Daily Mail

How Auntie gave birth to a reality show actually worth watching

- CHRISTOPHE­R STEVENS

Reality is getting repetitive. i’m a Celebrity . . . has deteriorat­ed into a catalogue of dull rituals: crawl through maggots, eat a kangaroo meatball, take a nearly nude shower, keep doing it for three interminab­le weeks.

Viewers have been abandoning the X Factor so emphatical­ly, the show couldn’t be less popular if Prince andrew was one of the judges.

the problem with these shows is they’ve all been slogging along for too many years. We’re bored by the same old competitio­ns.

But there’s still an eagerness for fresh reality formats — look at the excitement that the relative newcomer love island stirs up.

The Baby Has Landed (BBC 2) has at least attempted to devise a new type of reality show. the cameras have been hanging around its six families and their newborn for so long that the exhausted parents barely register them — which leads to some candid moments.

Craig and Paul, who were so guarded in the opening weeks, were beyond caring in last night’s instalment. a row about who got out of bed to heat the baby milk for their twins became open recriminat­ion over something much more serious: Craig was scoffing chocolate cake in the middle of the night. ‘ Why didn’t you touch the Hobnobs?’ hissed Paul.

Shabazz and Hermisha were trying to speak in code that neither the cameras nor their two little boys would understand. But it was obvious what was frustratin­g them. Since baby Ramiyah arrived, they weren’t getting any nookie.

these glimpses of real life made the final part of the series much more engaging than it had been at the start. Perhaps film-makers should install fixed cameras and leave the families to get used to the idea of being watched.

When they’ve really let their guard down, that’s the time to start recording. We might learn the truth about that chocolate cake, too.

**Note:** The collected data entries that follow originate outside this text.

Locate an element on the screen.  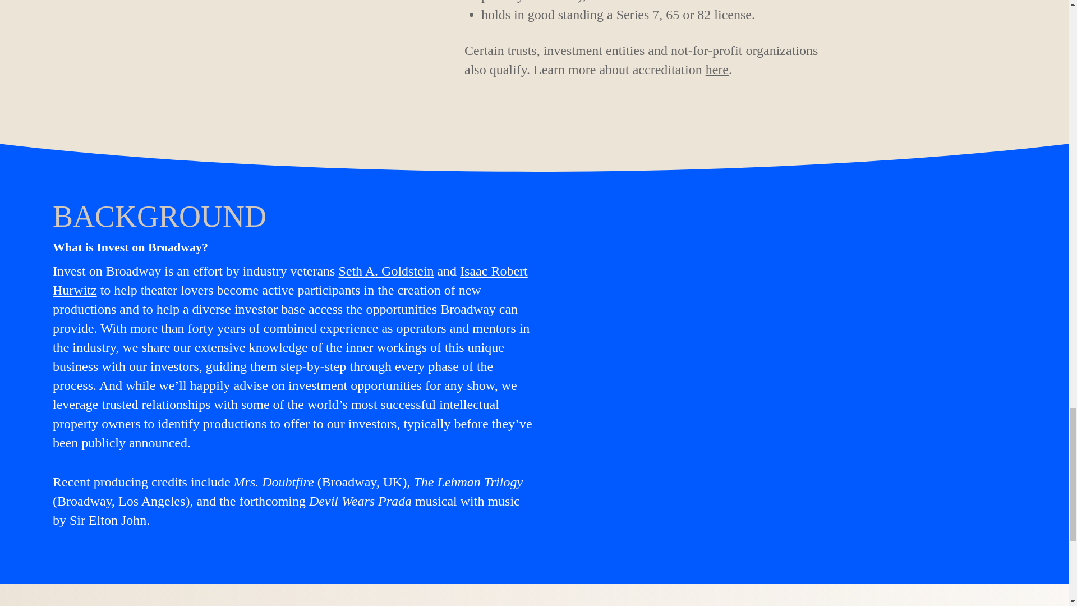
here is located at coordinates (717, 70).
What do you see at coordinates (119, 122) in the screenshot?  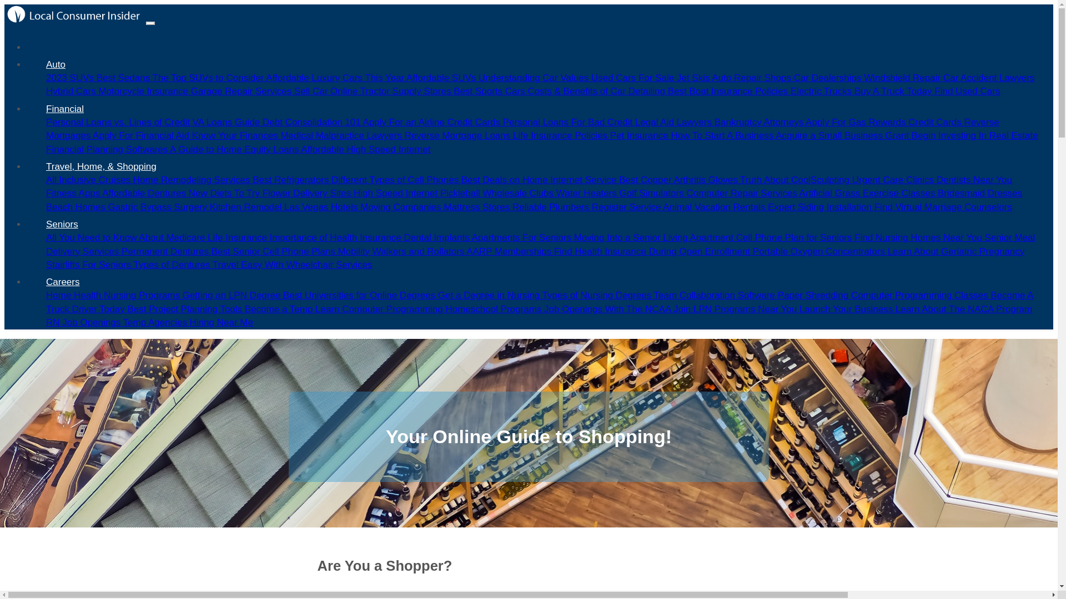 I see `Personal Loans vs. Lines of Credit` at bounding box center [119, 122].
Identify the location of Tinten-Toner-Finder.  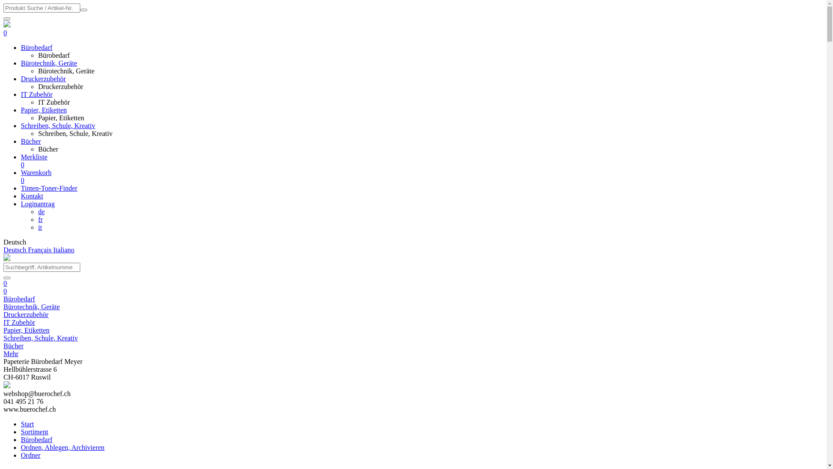
(49, 188).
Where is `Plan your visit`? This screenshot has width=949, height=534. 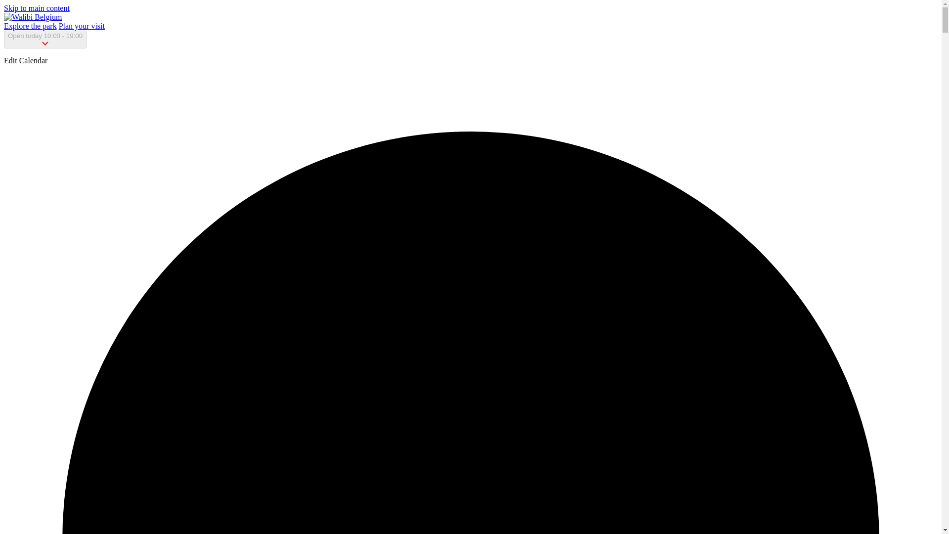
Plan your visit is located at coordinates (82, 26).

the format was strengthen­ed with the introducti­on of eilidh and Richard last week, who went to hospital expecting a straightfo­rward delivery and found themselves plunged into a nightmare.

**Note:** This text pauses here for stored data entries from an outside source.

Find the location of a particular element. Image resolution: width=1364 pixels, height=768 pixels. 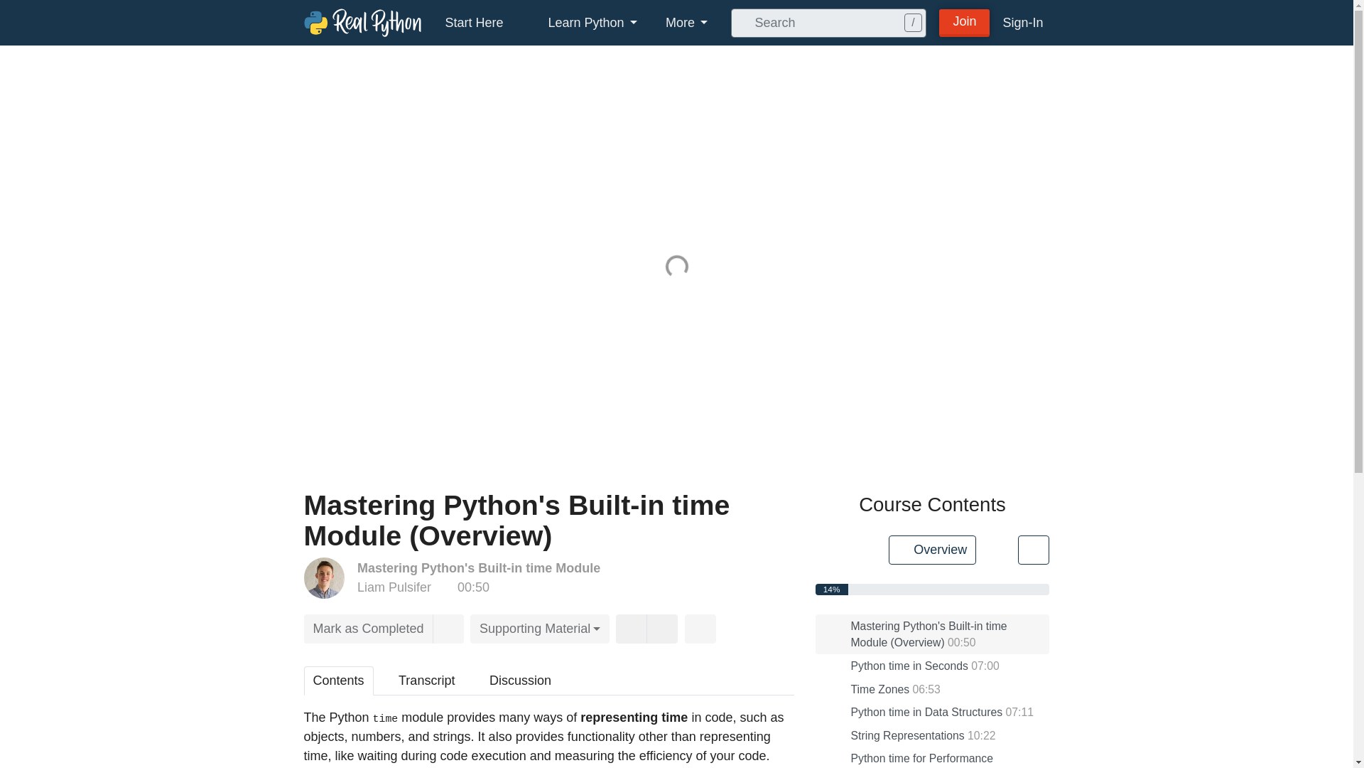

Liam Pulsifer is located at coordinates (394, 587).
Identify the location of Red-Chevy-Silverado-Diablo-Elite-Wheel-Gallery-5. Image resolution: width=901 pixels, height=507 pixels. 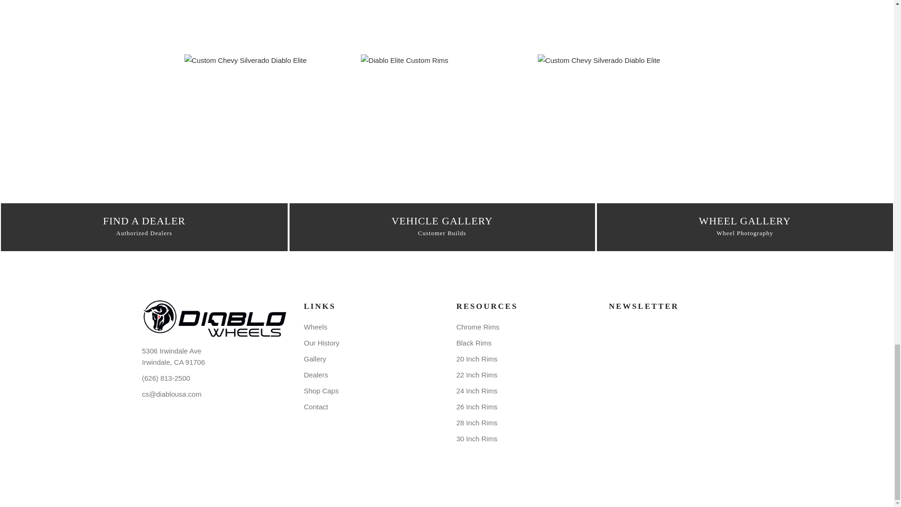
(624, 111).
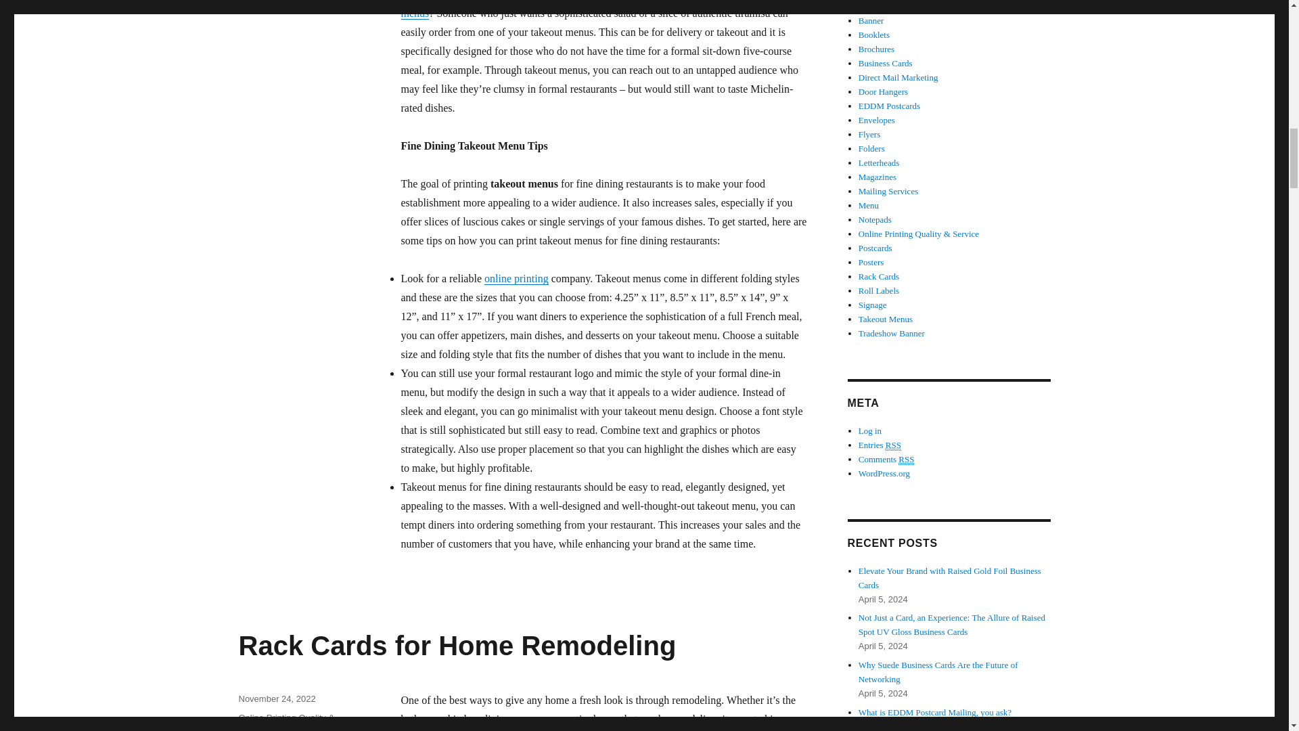  I want to click on to-go menus, so click(600, 9).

too often, documentar­ies like these gloss over the harsh fact that about one in 50 children has a disability, often from birth — that’s an estimated 800,000 in the UK under the age of 16. life-threatenin­g illness at birth is also much more common than most people might realise.

Parents who have to deal with that all too frequently feel ignored by soaps and dramas.

it became obvious within hours of his arrival that eilidh’s baby Peter was seriously unwell. Meningitis was diagnosed and for the next few days no one could say if he would survive. ‘it went from being one of the happiest moments of our life to the week of hell,’ Richard said.

thankfully, Peter slowly began to recover and, after two weeks, was able to go home . . . not entirely to the approval of his sister Grace, an assertive toddler who felt he was hogging Mummy’s attention. Speaking of assertive toddlers, Philomena Cunk has been commenting on the events of 2019 all week in five-minute bites, on Cunk And Other Humans (BBC2).

the clueless ‘opinionist’, played by Motherland actress Diane Morgan, has a knack for neatly summing up things she doesn’t begin to understand, like a wise idiot.

She described the endless heatwaves, deluges and gales as ‘the weather on shuffle mode’, and the suicide of Jeffrey epstein as ‘ a freak necktie accident’ that happened ‘ while one of his prison guards was blinking for too long’.

Cunk is howlingly funny. the only pity is that these pithy shorts are far too . . . short.